BRUCE COCKBURN – O Sun O Moon (True North Records)

O Sun O MoonBruce Cockburn once sang, “The trouble with normal is it always gets worse”.  But that’s simply not true for his new album, O Sun O Moon, because it is, indeed, a quite “normal” BC album – with brilliant songwriting, idiosyncratic and profound lyricism, a modern universal blues vibe, dexterous acoustic guitar work, really decent spirituality, and a world-weary voice that sings about a world that is, quite frankly, a bit world-weary itself.

The second song, ‘Orders’ is timeless Bruce Cockburn. The acoustic guitar work could well have been found in an early classic like ‘Hand Dancing’ from the Joy Will Find A Way album. And the lyric is a scattershot of humanity that includes “the cynic, crooked priest, the oaf, and even “the neighbors fighting down the hall”.  Indeed, the tune is a kaleidoscope of people on The Inner City Front. Perhaps, the character (from the eclectic Small Source Of Comfort) who says, “My name was Richard Nixon only now I’m a girl” and who also clarifies, (to almost quote Paul Simon!) “You can call me Rose”, is also in the mix! Of course, in typical Cockburn fashion, we are given “orders to love them all”. The poet William Blake said, “Everything that lives is holy”. The tune echoes that unique spirituality.

The song, ‘Us All” echoes that spiritually as the song blends, with a symphonic breath, a call for blessed unity. The song curls a flaming shadow of a melodic votive candle in sadly neglected cathedral.

And ditto for ‘Push Comes To Shove’, that has a bluesy pulse (with a violin caress!) and declares this album’s ethos – “It’s all about love”. And the song is, perhaps, a distant cousin to the early Night Vison tune, ‘Momma Just Wants To Barrelhouse All Night Long’. Nice!

Then, the ultra-melodic ‘Colin Went Down To The Water’ makes the death of a friend into a soothing hymn to the unexplained sorrow that mixes with the poet John Keats’ eternal sea metaphor. This song echoes that sincere profundity of Gordon Lightfoot’s brilliant song, Too Late For Prayin’, which just like BC’s best work, attempts to “stem the tide of broken dreams”.

But back to front: The first song, ‘On A Roll’, with its resonator guitar grit, has all the radio-friendly BC pulsed occasional single like ‘Lovers In A Dangerous Time’, (the before mentioned) ‘The Trouble With Normal’, ‘Wondering Where the Lions Are’, and ‘If A Tree Falls’. Nice, again!

And speaking of the trees in the Amazon Forest, ‘To Keep The World We Know’ is the (almost obligatory) environmental clarion call.

Delightfully odd is ‘King Of The Bolero’, which deviates from the often mystical Cockburn canon and sings the praises, with French clarinet cabernet clarity, of an eternal guitar guy, who plays magical music into an unknown and equally eternal night. It’s a nice big horned reprieve.

The instrumental, ‘Haiku’ is yet another spirited voyage into BC’s world of ‘Skylarking’ acoustic guitar joy.

And there’s a melodic bundle of Bruce’s (before mentioned) really decent spiritual songs, that thankfully, are inclusive to all who pursue those “better angels of our nature”. ‘Into The Now’ keeps the album’s quiet pace but speaks tough psychological wisdom that carves a pathway “out of the armor and into the now”, that begs for the end of “fascist architecture” that keeps “love confined”. The wonderful ‘When The Spirit Walks In The Room’ (which name checks both “Manhattan” or “Dakar”), spreads the ever present redemption to every “thread upon the loom”, which metaphorically spins any mythology’s Fate’s yarn that inches toward each and all holy concepts of salvation. And ‘O Sun By Day O Moon By Night’ elevates the album from commercial concerns into the twilight of art. This is pure devotion, much like Van Morrison achieved with his song, ‘In The Garden’ on his brilliant album, No Teacher, No Method, No Guru. Big nonsectarian compliments all around!

The album stumbles rather nicely into its conclusion with ‘When You Arrive’, which has the gruff circus swing of a nice Tom Waits’ song. And it ends the album on a positive note, because life is really tough, as we humans are always “dragging the accretions of a lifetime” but we are left with the perfect Bruce Cockburn quasi-optimistic comment, “But You ought to make another mile or two”.   

Bruce Cockburn, once again, takes us all “through the iris of the world”. It’s a “eye of a needle” melodic camel ride with that world-weary voice that sings about a world that is, quite frankly, (as said) a bit world wearied with itself. But through all the resurrected vinyl grooves, BC sings with his usual cavalier dark humour, “I could swim with the bears where the ice used to be”. Sure, and like all folk music that’s imbued with wisdom (and never “gets worse”), O Sun O Moon skates quite bravely on really thin, and thankfully, profound and honest folksinger artistic ice.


YOUR GOAL = Return all lines of the records that contain the word "Policy".

INFORMATION PROVIDED =
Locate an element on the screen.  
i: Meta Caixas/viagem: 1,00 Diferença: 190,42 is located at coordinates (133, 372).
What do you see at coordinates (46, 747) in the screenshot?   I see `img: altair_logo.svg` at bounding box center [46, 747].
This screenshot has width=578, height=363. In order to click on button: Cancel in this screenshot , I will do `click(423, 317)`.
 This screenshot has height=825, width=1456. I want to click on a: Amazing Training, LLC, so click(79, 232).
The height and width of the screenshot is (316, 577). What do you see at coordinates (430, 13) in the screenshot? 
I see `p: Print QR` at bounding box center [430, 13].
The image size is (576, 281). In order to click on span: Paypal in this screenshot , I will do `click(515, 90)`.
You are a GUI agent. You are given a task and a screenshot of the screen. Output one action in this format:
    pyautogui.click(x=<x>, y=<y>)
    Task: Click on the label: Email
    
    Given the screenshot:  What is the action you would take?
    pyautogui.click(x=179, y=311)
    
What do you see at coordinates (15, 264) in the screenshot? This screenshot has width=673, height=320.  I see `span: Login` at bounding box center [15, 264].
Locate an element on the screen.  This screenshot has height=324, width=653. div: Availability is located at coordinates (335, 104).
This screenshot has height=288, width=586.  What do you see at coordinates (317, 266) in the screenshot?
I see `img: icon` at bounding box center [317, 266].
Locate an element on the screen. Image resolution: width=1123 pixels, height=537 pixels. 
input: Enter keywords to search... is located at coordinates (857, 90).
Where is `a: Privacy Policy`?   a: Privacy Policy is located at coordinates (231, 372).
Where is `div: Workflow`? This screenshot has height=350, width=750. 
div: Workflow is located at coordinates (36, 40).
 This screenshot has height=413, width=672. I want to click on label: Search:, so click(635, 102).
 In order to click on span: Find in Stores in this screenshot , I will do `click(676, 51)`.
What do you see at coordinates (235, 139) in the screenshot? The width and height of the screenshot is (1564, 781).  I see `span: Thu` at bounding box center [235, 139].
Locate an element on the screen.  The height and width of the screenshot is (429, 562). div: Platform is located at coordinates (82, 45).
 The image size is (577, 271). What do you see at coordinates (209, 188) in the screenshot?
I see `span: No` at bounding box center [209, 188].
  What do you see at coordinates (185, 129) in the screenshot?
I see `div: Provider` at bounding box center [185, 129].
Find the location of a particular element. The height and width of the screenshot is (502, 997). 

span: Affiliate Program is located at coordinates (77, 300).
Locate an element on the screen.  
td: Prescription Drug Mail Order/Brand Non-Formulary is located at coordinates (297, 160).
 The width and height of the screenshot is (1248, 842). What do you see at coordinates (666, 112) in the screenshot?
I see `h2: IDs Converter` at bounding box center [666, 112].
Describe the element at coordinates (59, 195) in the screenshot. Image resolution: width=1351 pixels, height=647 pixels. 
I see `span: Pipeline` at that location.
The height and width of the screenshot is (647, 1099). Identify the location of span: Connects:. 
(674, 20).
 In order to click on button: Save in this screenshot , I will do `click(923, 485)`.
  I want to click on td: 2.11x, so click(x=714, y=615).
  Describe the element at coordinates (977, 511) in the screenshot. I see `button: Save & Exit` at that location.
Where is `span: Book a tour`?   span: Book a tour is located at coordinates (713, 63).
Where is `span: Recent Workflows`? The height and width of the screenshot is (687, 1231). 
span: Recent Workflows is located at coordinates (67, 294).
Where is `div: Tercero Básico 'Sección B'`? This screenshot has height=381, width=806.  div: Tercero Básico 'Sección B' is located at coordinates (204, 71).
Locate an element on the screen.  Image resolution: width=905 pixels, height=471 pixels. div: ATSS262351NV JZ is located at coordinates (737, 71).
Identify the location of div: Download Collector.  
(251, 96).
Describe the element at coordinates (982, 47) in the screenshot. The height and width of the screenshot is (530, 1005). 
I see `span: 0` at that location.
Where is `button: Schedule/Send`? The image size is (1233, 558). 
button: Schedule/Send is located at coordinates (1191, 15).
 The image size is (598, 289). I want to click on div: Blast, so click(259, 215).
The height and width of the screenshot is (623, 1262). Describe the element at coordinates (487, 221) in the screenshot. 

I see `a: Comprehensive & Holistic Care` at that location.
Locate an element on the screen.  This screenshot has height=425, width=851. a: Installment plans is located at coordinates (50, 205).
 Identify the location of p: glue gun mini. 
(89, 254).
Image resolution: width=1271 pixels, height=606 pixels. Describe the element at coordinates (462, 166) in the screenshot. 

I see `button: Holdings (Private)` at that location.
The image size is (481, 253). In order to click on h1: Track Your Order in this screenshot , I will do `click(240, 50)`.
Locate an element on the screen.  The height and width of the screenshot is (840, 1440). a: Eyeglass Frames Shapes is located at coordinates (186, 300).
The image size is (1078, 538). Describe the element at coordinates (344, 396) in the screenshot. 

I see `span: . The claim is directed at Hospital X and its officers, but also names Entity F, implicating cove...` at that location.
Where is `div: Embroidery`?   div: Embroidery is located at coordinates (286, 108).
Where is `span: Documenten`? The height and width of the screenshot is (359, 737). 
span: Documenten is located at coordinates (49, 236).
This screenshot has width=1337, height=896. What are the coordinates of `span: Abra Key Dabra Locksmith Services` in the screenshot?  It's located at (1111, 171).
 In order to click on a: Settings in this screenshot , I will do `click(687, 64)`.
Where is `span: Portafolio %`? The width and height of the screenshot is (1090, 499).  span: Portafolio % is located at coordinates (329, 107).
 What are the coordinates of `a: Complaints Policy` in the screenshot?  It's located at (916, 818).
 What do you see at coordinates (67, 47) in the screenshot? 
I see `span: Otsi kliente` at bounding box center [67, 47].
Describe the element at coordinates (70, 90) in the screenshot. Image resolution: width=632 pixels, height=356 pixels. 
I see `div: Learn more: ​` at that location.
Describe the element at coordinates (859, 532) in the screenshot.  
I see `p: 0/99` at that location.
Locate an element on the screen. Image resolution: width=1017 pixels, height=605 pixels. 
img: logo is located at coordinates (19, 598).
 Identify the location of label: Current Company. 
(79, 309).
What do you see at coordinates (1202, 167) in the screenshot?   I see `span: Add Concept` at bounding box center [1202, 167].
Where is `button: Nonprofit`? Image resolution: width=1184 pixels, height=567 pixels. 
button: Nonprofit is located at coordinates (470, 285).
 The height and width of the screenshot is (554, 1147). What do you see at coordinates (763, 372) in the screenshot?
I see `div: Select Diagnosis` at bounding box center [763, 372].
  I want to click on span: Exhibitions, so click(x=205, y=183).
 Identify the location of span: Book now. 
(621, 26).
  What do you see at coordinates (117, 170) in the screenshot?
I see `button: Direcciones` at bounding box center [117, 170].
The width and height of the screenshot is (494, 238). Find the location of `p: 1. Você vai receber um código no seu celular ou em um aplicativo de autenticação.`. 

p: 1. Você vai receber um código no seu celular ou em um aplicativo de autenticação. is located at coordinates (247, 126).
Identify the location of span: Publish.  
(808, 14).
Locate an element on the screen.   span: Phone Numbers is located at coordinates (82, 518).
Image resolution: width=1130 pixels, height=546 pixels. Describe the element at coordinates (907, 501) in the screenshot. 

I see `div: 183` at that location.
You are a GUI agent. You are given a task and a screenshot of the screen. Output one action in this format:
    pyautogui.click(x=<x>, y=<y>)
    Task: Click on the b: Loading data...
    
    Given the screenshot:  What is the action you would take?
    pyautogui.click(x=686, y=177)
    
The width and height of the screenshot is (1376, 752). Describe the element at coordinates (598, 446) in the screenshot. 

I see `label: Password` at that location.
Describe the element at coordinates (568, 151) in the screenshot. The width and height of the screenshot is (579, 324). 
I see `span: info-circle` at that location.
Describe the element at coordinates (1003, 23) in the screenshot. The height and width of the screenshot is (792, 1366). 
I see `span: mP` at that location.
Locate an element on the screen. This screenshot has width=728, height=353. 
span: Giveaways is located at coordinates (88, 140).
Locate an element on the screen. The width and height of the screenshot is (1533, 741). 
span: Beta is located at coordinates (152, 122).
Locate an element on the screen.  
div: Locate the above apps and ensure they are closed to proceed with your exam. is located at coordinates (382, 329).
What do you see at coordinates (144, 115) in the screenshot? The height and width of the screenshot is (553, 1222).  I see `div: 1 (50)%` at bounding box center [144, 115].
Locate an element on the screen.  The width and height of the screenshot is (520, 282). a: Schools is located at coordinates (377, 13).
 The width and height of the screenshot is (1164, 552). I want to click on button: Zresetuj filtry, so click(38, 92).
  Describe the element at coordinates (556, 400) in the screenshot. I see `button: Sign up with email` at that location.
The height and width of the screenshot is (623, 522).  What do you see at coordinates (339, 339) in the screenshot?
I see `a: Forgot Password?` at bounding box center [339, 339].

FINISHED EXERCISE =
Where is `a: Privacy Policy`?   a: Privacy Policy is located at coordinates (231, 372).
 What are the coordinates of `a: Complaints Policy` in the screenshot?  It's located at (916, 818).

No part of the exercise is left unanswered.